“Giants and Toys,” the 1958 film that I discuss in this clip, was directed by Yasuzo Masumura, a director of distinctive and idiosyncratic talent. He was a filmmaker of bitter conflict, a poet of pleasure and pain; the vibrant, high-relief plasticity of his images conveys an intense physicality. When he filmed bubbly pop-culture satires—such as this one—he exposed the cutthroat corporate maneuvering and the corrupted exercise of power that went into the making of the eye-catching brain candy of the media—and, for that matter, movies, including his own. (The industry comes in for some barbs in the course of the action.) Even the love affairs in his film are rotted out by the pursuit of money and power and the oppressive weight of tradition. Masumura made war films (I wrote about his terrifying Second World War drama “Red Angel” when it came out on DVD, in 2007) and erotic melodramas; this caustic corporate comedy is of a piece with them.
Goings On
What we’re watching, listening to, and doing this week, online, in N.Y.C., and beyond. Paid subscribers also receive book picks.
Our Local Correspondents
Donald Trump Is Being Ritually Humiliated in Court
At his criminal trial, the ex-President has to sit there while potential jurors, prosecutors, the judge, witnesses, and even his own lawyers talk about him as a defective, impossible person.
By Eric Lach
Our Local Correspondents
Why You Can’t Get a Restaurant Reservation
How bots, mercenaries, and table scalpers have turned the restaurant reservation system inside out.
By Adam Iscoe
News Desk
What Harvey Weinstein’s Overturned Conviction Means for Donald Trump’s Trial
The legal issue behind Weinstein’s successful appeal is also at the heart of the former President’s hush-money case.
By Ronan Farrow
Daily Comment
How Columbia’s Campus Was Torn Apart Over Gaza
The university asked the N.Y.P.D. to arrest pro-Palestine student protesters. Was it a necessary step to protect Jewish students, or a dangerous encroachment on academic freedom?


▶ WORK REQUIRED: Set down every line of the data exactly, skipping the pictures.

▶ DATA RECORDS:
::::

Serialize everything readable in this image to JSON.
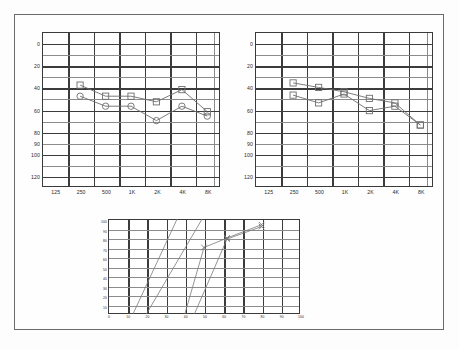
{
  "document": {
    "kind": "audiometry-report",
    "frame_color": "#6b6b6b"
  },
  "chart_data": [
    {
      "id": "audiogram-right",
      "type": "line",
      "title": "Audiogram 1",
      "xlabel": "",
      "ylabel": "",
      "grid": true,
      "legend_position": "none",
      "categories": [
        "125",
        "250",
        "500",
        "1K",
        "2K",
        "4K",
        "8K"
      ],
      "ytick_labels": [
        "0",
        "20",
        "40",
        "60",
        "80",
        "90",
        "100",
        "120"
      ],
      "ytick_values": [
        0,
        20,
        40,
        60,
        80,
        90,
        100,
        120
      ],
      "ylim": [
        -10,
        130
      ],
      "series": [
        {
          "name": "Air conduction",
          "marker": "circle",
          "color": "#6e6e6e",
          "x": [
            "250",
            "500",
            "1K",
            "2K",
            "4K",
            "8K"
          ],
          "values": [
            48,
            57,
            57,
            70,
            57,
            66
          ]
        },
        {
          "name": "Bone conduction",
          "marker": "square",
          "color": "#6e6e6e",
          "x": [
            "250",
            "500",
            "1K",
            "2K",
            "4K",
            "8K"
          ],
          "values": [
            38,
            48,
            48,
            53,
            42,
            62
          ]
        }
      ]
    },
    {
      "id": "audiogram-left",
      "type": "line",
      "title": "Audiogram 2",
      "xlabel": "",
      "ylabel": "",
      "grid": true,
      "legend_position": "none",
      "categories": [
        "125",
        "250",
        "500",
        "1K",
        "2K",
        "4K",
        "8K"
      ],
      "ytick_labels": [
        "0",
        "20",
        "40",
        "60",
        "80",
        "90",
        "100",
        "120"
      ],
      "ytick_values": [
        0,
        20,
        40,
        60,
        80,
        90,
        100,
        120
      ],
      "ylim": [
        -10,
        130
      ],
      "series": [
        {
          "name": "Air conduction",
          "marker": "square",
          "color": "#6e6e6e",
          "x": [
            "250",
            "500",
            "1K",
            "2K",
            "4K",
            "8K"
          ],
          "values": [
            47,
            54,
            46,
            61,
            57,
            74
          ]
        },
        {
          "name": "Bone conduction",
          "marker": "square",
          "color": "#6e6e6e",
          "x": [
            "250",
            "500",
            "1K",
            "2K",
            "4K",
            "8K"
          ],
          "values": [
            36,
            40,
            44,
            50,
            54,
            74
          ]
        }
      ]
    },
    {
      "id": "speech-discrimination",
      "type": "line",
      "title": "Speech Discrimination",
      "xlabel": "",
      "ylabel": "",
      "grid": true,
      "legend_position": "none",
      "xtick_labels": [
        "0",
        "10",
        "20",
        "30",
        "40",
        "50",
        "60",
        "70",
        "80",
        "90",
        "100"
      ],
      "xtick_values": [
        0,
        10,
        20,
        30,
        40,
        50,
        60,
        70,
        80,
        90,
        100
      ],
      "ytick_labels": [
        "100",
        "90",
        "80",
        "70",
        "60",
        "50",
        "40",
        "30",
        "20",
        "10",
        "0"
      ],
      "ytick_values": [
        100,
        90,
        80,
        70,
        60,
        50,
        40,
        30,
        20,
        10,
        0
      ],
      "xlim": [
        0,
        100
      ],
      "ylim": [
        0,
        100
      ],
      "series": [
        {
          "name": "Reference curve A",
          "marker": "none",
          "color": "#7a7a7a",
          "x": [
            13,
            36
          ],
          "values": [
            0,
            100
          ]
        },
        {
          "name": "Reference curve B",
          "marker": "none",
          "color": "#7a7a7a",
          "x": [
            20,
            49
          ],
          "values": [
            0,
            100
          ]
        },
        {
          "name": "Speech curve right",
          "marker": "cross",
          "color": "#7a7a7a",
          "x": [
            40,
            50,
            62,
            80
          ],
          "values": [
            0,
            70,
            80,
            94
          ]
        },
        {
          "name": "Speech curve left",
          "marker": "cross",
          "color": "#7a7a7a",
          "x": [
            45,
            62,
            80
          ],
          "values": [
            0,
            79,
            92
          ]
        }
      ]
    }
  ]
}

::::

▶ TASK RESULT:
Serialize everything readable in this image to JSON.
{
  "document": {
    "kind": "audiometry-report",
    "frame_color": "#6b6b6b"
  },
  "chart_data": [
    {
      "id": "audiogram-right",
      "type": "line",
      "title": "Audiogram 1",
      "xlabel": "",
      "ylabel": "",
      "grid": true,
      "legend_position": "none",
      "categories": [
        "125",
        "250",
        "500",
        "1K",
        "2K",
        "4K",
        "8K"
      ],
      "ytick_labels": [
        "0",
        "20",
        "40",
        "60",
        "80",
        "90",
        "100",
        "120"
      ],
      "ytick_values": [
        0,
        20,
        40,
        60,
        80,
        90,
        100,
        120
      ],
      "ylim": [
        -10,
        130
      ],
      "series": [
        {
          "name": "Air conduction",
          "marker": "circle",
          "color": "#6e6e6e",
          "x": [
            "250",
            "500",
            "1K",
            "2K",
            "4K",
            "8K"
          ],
          "values": [
            48,
            57,
            57,
            70,
            57,
            66
          ]
        },
        {
          "name": "Bone conduction",
          "marker": "square",
          "color": "#6e6e6e",
          "x": [
            "250",
            "500",
            "1K",
            "2K",
            "4K",
            "8K"
          ],
          "values": [
            38,
            48,
            48,
            53,
            42,
            62
          ]
        }
      ]
    },
    {
      "id": "audiogram-left",
      "type": "line",
      "title": "Audiogram 2",
      "xlabel": "",
      "ylabel": "",
      "grid": true,
      "legend_position": "none",
      "categories": [
        "125",
        "250",
        "500",
        "1K",
        "2K",
        "4K",
        "8K"
      ],
      "ytick_labels": [
        "0",
        "20",
        "40",
        "60",
        "80",
        "90",
        "100",
        "120"
      ],
      "ytick_values": [
        0,
        20,
        40,
        60,
        80,
        90,
        100,
        120
      ],
      "ylim": [
        -10,
        130
      ],
      "series": [
        {
          "name": "Air conduction",
          "marker": "square",
          "color": "#6e6e6e",
          "x": [
            "250",
            "500",
            "1K",
            "2K",
            "4K",
            "8K"
          ],
          "values": [
            47,
            54,
            46,
            61,
            57,
            74
          ]
        },
        {
          "name": "Bone conduction",
          "marker": "square",
          "color": "#6e6e6e",
          "x": [
            "250",
            "500",
            "1K",
            "2K",
            "4K",
            "8K"
          ],
          "values": [
            36,
            40,
            44,
            50,
            54,
            74
          ]
        }
      ]
    },
    {
      "id": "speech-discrimination",
      "type": "line",
      "title": "Speech Discrimination",
      "xlabel": "",
      "ylabel": "",
      "grid": true,
      "legend_position": "none",
      "xtick_labels": [
        "0",
        "10",
        "20",
        "30",
        "40",
        "50",
        "60",
        "70",
        "80",
        "90",
        "100"
      ],
      "xtick_values": [
        0,
        10,
        20,
        30,
        40,
        50,
        60,
        70,
        80,
        90,
        100
      ],
      "ytick_labels": [
        "100",
        "90",
        "80",
        "70",
        "60",
        "50",
        "40",
        "30",
        "20",
        "10",
        "0"
      ],
      "ytick_values": [
        100,
        90,
        80,
        70,
        60,
        50,
        40,
        30,
        20,
        10,
        0
      ],
      "xlim": [
        0,
        100
      ],
      "ylim": [
        0,
        100
      ],
      "series": [
        {
          "name": "Reference curve A",
          "marker": "none",
          "color": "#7a7a7a",
          "x": [
            13,
            36
          ],
          "values": [
            0,
            100
          ]
        },
        {
          "name": "Reference curve B",
          "marker": "none",
          "color": "#7a7a7a",
          "x": [
            20,
            49
          ],
          "values": [
            0,
            100
          ]
        },
        {
          "name": "Speech curve right",
          "marker": "cross",
          "color": "#7a7a7a",
          "x": [
            40,
            50,
            62,
            80
          ],
          "values": [
            0,
            70,
            80,
            94
          ]
        },
        {
          "name": "Speech curve left",
          "marker": "cross",
          "color": "#7a7a7a",
          "x": [
            45,
            62,
            80
          ],
          "values": [
            0,
            79,
            92
          ]
        }
      ]
    }
  ]
}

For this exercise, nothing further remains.